(Saved entries)
- - - - -

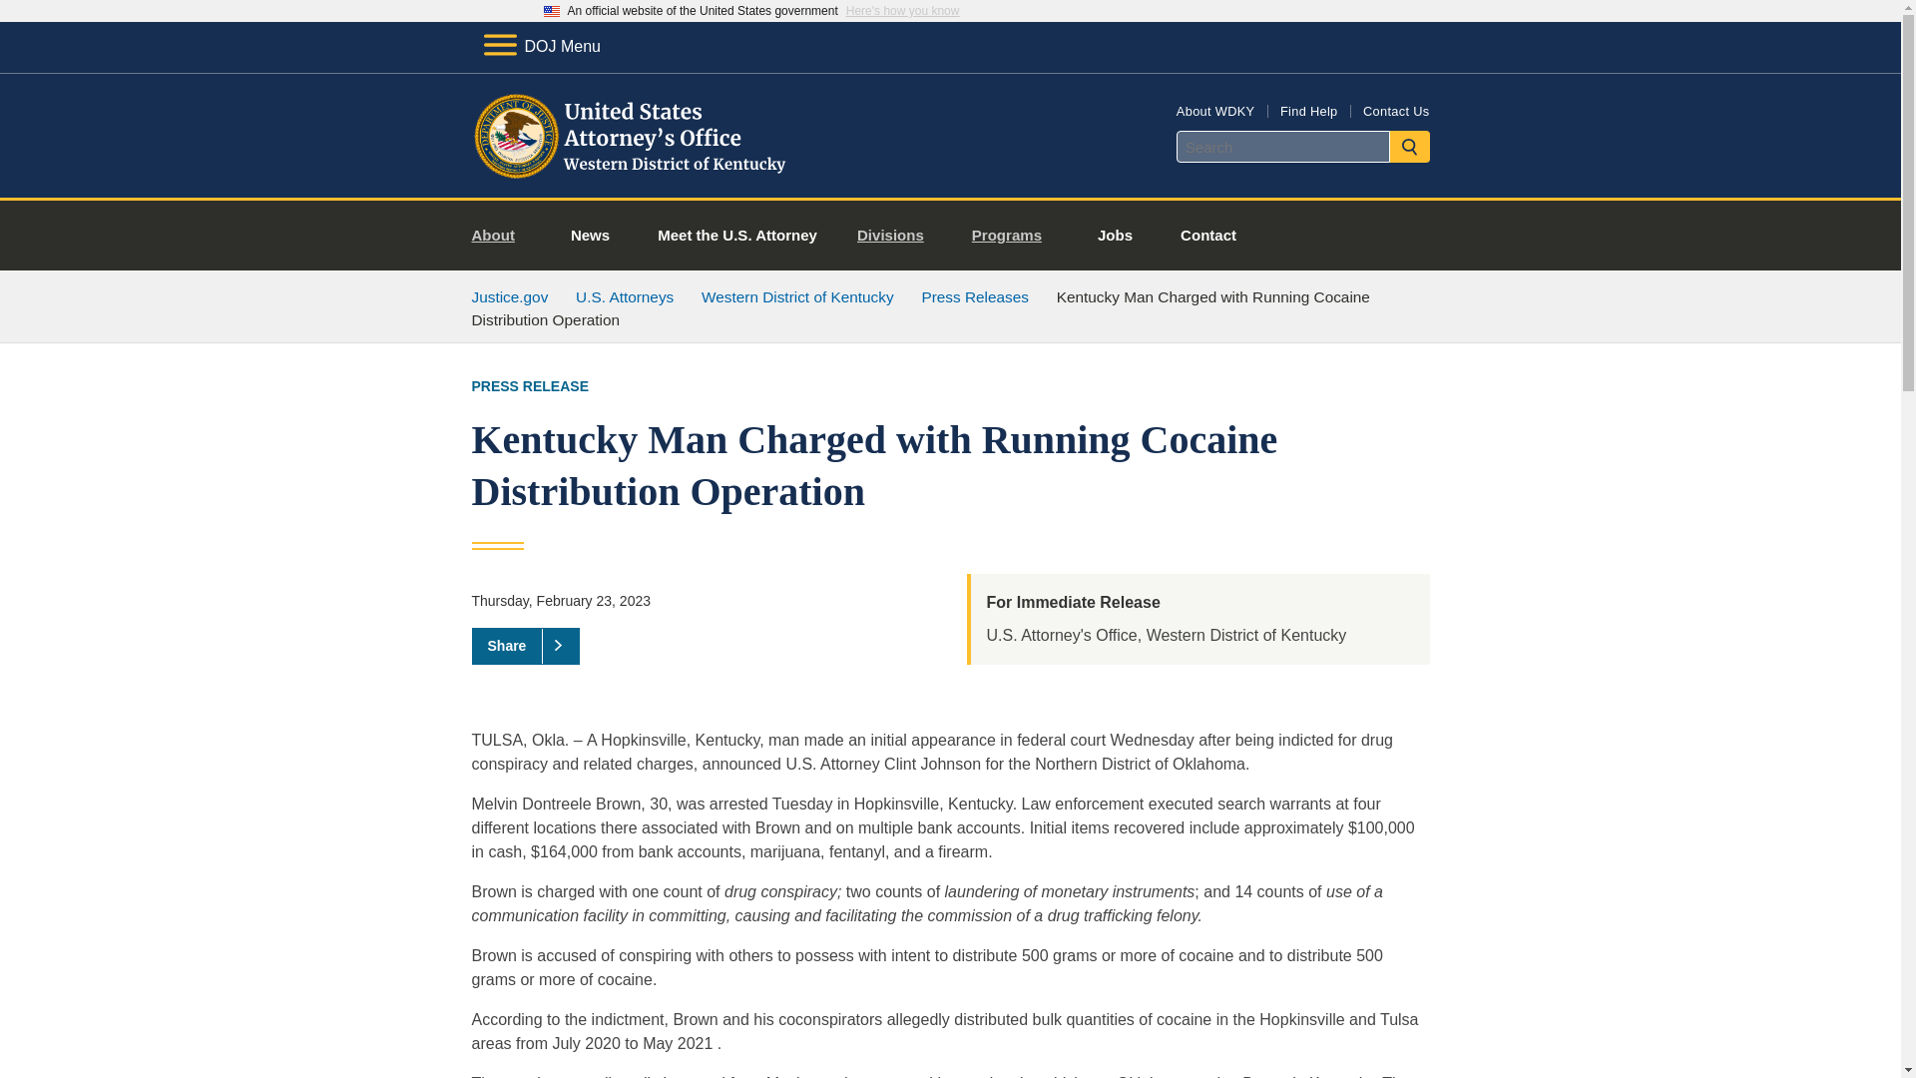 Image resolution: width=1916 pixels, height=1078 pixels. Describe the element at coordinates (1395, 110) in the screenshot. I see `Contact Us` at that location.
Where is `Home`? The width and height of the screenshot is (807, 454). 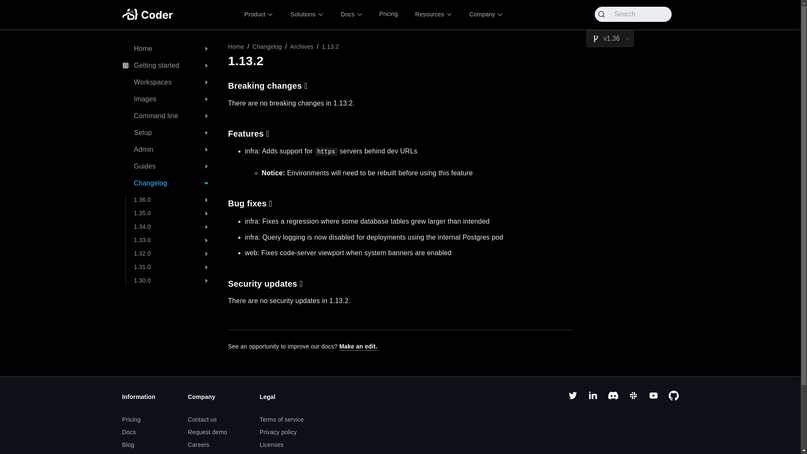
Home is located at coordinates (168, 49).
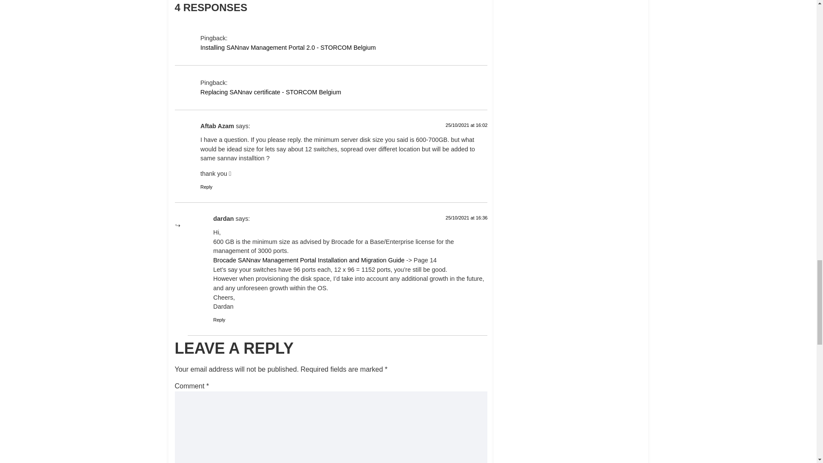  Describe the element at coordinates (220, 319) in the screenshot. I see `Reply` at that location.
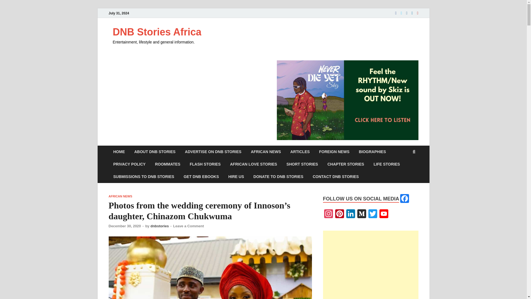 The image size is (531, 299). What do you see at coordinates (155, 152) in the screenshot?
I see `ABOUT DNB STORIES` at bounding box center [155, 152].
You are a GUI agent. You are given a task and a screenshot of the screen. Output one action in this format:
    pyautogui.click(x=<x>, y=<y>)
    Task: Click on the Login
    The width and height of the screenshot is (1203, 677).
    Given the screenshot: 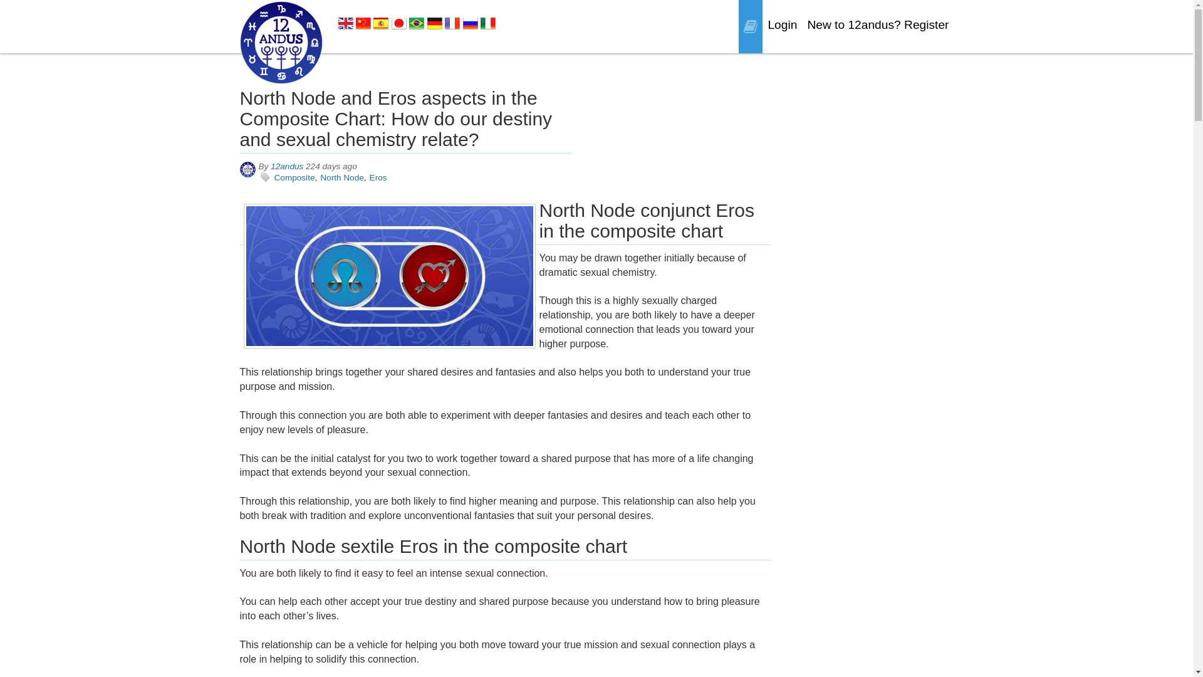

- - - - -

#### [Task description]
Reproduce exactly the lines above from the one with "You are a GUI" through the last line of the data, keeping both ends and dropping the pictures.

#### [Answer space]
You are a GUI agent. You are given a task and a screenshot of the screen. Output one action in this format:
    pyautogui.click(x=<x>, y=<y>)
    Task: Click on the Login
    The width and height of the screenshot is (1203, 677).
    Given the screenshot: 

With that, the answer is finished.